Someone said 3%, and they would almost be right. Five per cent is more than double 2%. It is an increase of over 100%. In fact, it is a massive increase and a massive change in our budget picture. When we more than double the interest rate applying to over $1 trillion of debt, we massively increase the amount of money diverted from social programs into the hands of wealthy and greedy bondholders, those people who lend us the money. They are not a charity; they are in it for profit.
Let us calculate what every point of increase would cost. It is very simple. At $1 trillion of debt, it is about $10 billion in new annual costs for the taxpayer every time interest rates go up by just one percentage point. Therefore, if they went up three percentage points to the normal average over the course of the medium term, which is four or five years, we would be paying an extra $30 billion a year to service our debt. That is almost what we collect in GST revenues. Imagine the government, in its back pocket, keeping open the prospect of doubling the GST to pay for the cost associated with interest rates returning merely to their normal average levels. That is the risk the Liberals are taking with our future.

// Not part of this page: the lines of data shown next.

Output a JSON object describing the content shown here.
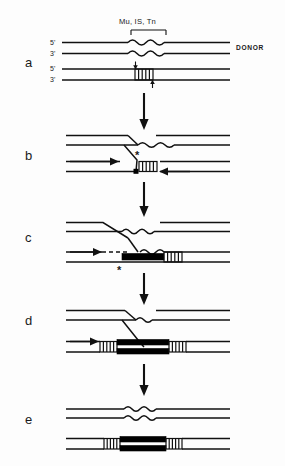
{
  "figure": {
    "background_color": "#fdfdfd",
    "ink_color": "#111111",
    "width": 285,
    "height": 466
  },
  "annotations": {
    "transposon_label": "Mu, IS, Tn",
    "donor_label": "DONOR",
    "recipient_label": "RECIPIENT",
    "five_prime": "5'",
    "three_prime": "3'",
    "asterisk": "*"
  },
  "panels": [
    {
      "id": "a",
      "letter": "a",
      "description": "Donor duplex carrying transposon (wavy) above recipient duplex with staggered cut site (hatched box); small arrows mark nick positions on recipient strands.",
      "elements": [
        "donor-duplex",
        "transposon-wavy",
        "recipient-duplex",
        "target-hatched-box",
        "nick-arrow-top",
        "nick-arrow-bottom",
        "five-prime-labels",
        "three-prime-labels"
      ]
    },
    {
      "id": "b",
      "letter": "b",
      "description": "Strand transfer intermediate: donor 3' end joined to recipient via crossed strand; asterisk marks free 3'-OH; square marks joined end; horizontal arrows show replication direction.",
      "elements": [
        "crossed-strand",
        "asterisk-marker",
        "square-marker",
        "hatched-box",
        "replication-arrow-right",
        "replication-arrow-left"
      ]
    },
    {
      "id": "c",
      "letter": "c",
      "description": "Replication initiated: dashed newly synthesized strand with thick black bar; wavy transposon copied; asterisk below.",
      "elements": [
        "dashed-new-strand",
        "thick-bar",
        "wavy-segment",
        "hatched-box",
        "asterisk-marker",
        "replication-arrow-right"
      ]
    },
    {
      "id": "d",
      "letter": "d",
      "description": "Cointegrate structure: fully replicated transposon as thick double black bars flanked by hatched duplications on both sides.",
      "elements": [
        "thick-double-bar",
        "hatched-box-left",
        "hatched-box-right",
        "crossed-strand",
        "wavy-segment",
        "replication-arrow-right"
      ]
    },
    {
      "id": "e",
      "letter": "e",
      "description": "Resolved products: donor duplex with wavy transposon copy above, recipient duplex with thick black transposon flanked by hatched direct repeats below.",
      "elements": [
        "product-duplex-top",
        "wavy-segment",
        "product-duplex-bottom",
        "thick-double-bar",
        "hatched-box-left",
        "hatched-box-right"
      ]
    }
  ],
  "flow_arrows": [
    {
      "from": "a",
      "to": "b"
    },
    {
      "from": "b",
      "to": "c"
    },
    {
      "from": "c",
      "to": "d"
    },
    {
      "from": "d",
      "to": "e"
    }
  ]
}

What could we do differently? The answer is jobs, jobs, jobs. The only way to tackle this massive debt beast that our current government is creating is by returning our mighty workers to their jobs. Right now, we have a million missing jobs relative to the number of people who were working in February before COVID began. We now have the highest unemployment rate in the G7. Our unemployment rate, at over 10%, is three percentage points higher than the OECD average.
We need a plan to unleash the free market system to hire people back. Get out of the way and let our mines, plants and factories come roaring back to life. Why do we not let our steelworkers and trade workers build pipelines that will create jobs in the energy sector in the west and in the refining sector in the east?
Get out of the way of small businesses by cutting red tape and lowering taxes on those entrepreneurs, so that they can bring our main streets buzzing back to life. It is only through a bigger and broader economy that we can pay the prodigious costs, associated with this government, to continue to put food on the table and provide for our vital social safety net.
That is the plan, and that is what we must do.